Ray, Alan,
thanks for your replies.
We have tested the dump/restore procedure with a few smaller databases and it worked fine. We had a few smaller hiccups with the large database as it required a few modules and special tablespaces before it would start actually copying data. But not a real problem, a test-upgrade is currently running.
We will use this upgrade-cycle to systematically test and evaluate all upgrade options.
We have an "if-all-else-fails"-full plain dump that we just restored testwise. In this case to see performance but we regularly restore it to make sure it actually works. The file is compressed with rar. Packed size is about 100 GB, unpacked about 1 TB. Uncompressing alone on a decent machine (256GB Ram, 12 Core) took about 1 day. Importing via psql took about 12 hours (fsync off, wal_segments adjusted, etc.).

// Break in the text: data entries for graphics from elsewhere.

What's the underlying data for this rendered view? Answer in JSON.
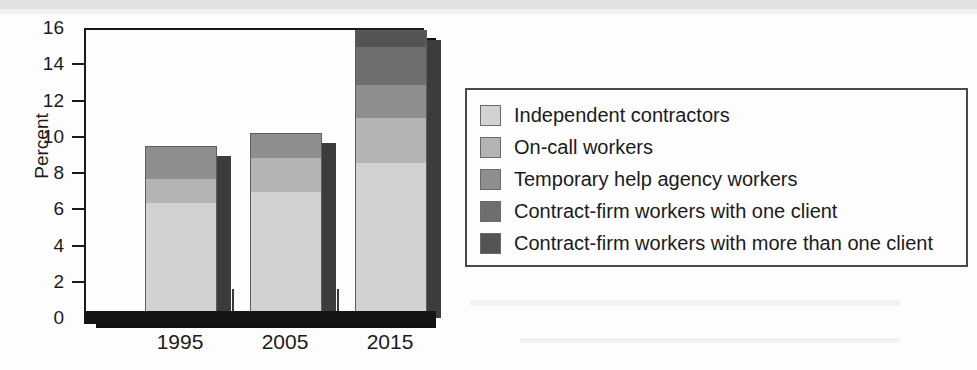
{
  "chart_data": {
    "type": "bar",
    "subtype": "stacked-vertical",
    "title": "",
    "xlabel": "",
    "ylabel": "Percent",
    "categories": [
      "1995",
      "2005",
      "2015"
    ],
    "ylim": [
      0,
      16
    ],
    "ytick_step": 2,
    "yticks": [
      0,
      2,
      4,
      6,
      8,
      10,
      12,
      14,
      16
    ],
    "ytick_labels": [
      "0",
      "2",
      "4",
      "6",
      "8",
      "10",
      "12",
      "14",
      "16"
    ],
    "grid": false,
    "legend_position": "right",
    "series": [
      {
        "name": "Independent contractors",
        "color": "#d2d2d2",
        "values": [
          6.4,
          7.0,
          8.6
        ]
      },
      {
        "name": "On-call workers",
        "color": "#b4b4b4",
        "values": [
          1.3,
          1.9,
          2.5
        ]
      },
      {
        "name": "Temporary help agency workers",
        "color": "#8e8e8e",
        "values": [
          1.8,
          1.3,
          1.8
        ]
      },
      {
        "name": "Contract-firm workers with one client",
        "color": "#6e6e6e",
        "values": [
          0.0,
          0.0,
          2.1
        ]
      },
      {
        "name": "Contract-firm workers with more than one client",
        "color": "#545454",
        "values": [
          0.0,
          0.0,
          0.9
        ]
      }
    ],
    "totals": [
      9.5,
      10.2,
      15.9
    ]
  },
  "axis": {
    "y_title": "Percent",
    "y_tick_labels": [
      "16",
      "14",
      "12",
      "10",
      "8",
      "6",
      "4",
      "2",
      "0"
    ],
    "x_tick_labels": [
      "1995",
      "2005",
      "2015"
    ]
  },
  "legend": {
    "items": [
      {
        "label": "Independent contractors",
        "color": "#d2d2d2"
      },
      {
        "label": "On-call workers",
        "color": "#b4b4b4"
      },
      {
        "label": "Temporary help agency workers",
        "color": "#8e8e8e"
      },
      {
        "label": "Contract-firm workers with one client",
        "color": "#6e6e6e"
      },
      {
        "label": "Contract-firm workers with more than one client",
        "color": "#545454"
      }
    ]
  },
  "colors": {
    "background": "#fdfdfd",
    "axis": "#1a1a1a",
    "baseline": "#151515",
    "bar_side": "#3c3c3c",
    "legend_border": "#4a4a4a"
  }
}
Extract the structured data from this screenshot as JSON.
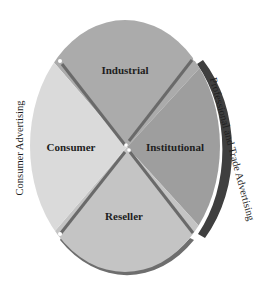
{
  "diagram": {
    "segments": [
      {
        "id": "industrial",
        "label": "Industrial",
        "color": "#ababab"
      },
      {
        "id": "institutional",
        "label": "Institutional",
        "color": "#9e9e9e"
      },
      {
        "id": "reseller",
        "label": "Reseller",
        "color": "#c4c4c4"
      },
      {
        "id": "consumer",
        "label": "Consumer",
        "color": "#dadada"
      }
    ],
    "side_labels": {
      "left": "Consumer Advertising",
      "right": "Professional and Trade Advertising"
    },
    "colors": {
      "divider": "#6a6a6a",
      "shadow": "#4a4a4a",
      "shadow_light": "#7a7a7a"
    }
  }
}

Currently we are running the direct pg_dump / pg_restore upgrade from a slave that we just took off wal-replication. As it is progressing i am expecting something in the 12-15 hour range.
Finally we will try the pg_upgrade-option on a test-slave. I expect that to be quite fast as it more or less just needs to copy the data once and correct/adjust system tables, if i am not mistaken. So that should take about as long as it takes to copy 1 TB of data plus the table-adjustments.
Fortunately we can use the weekend to freeze the database so the reduced-downtime that might be achieved by the slony-approach is not a true requirement and we can avoid the complexities of that approach.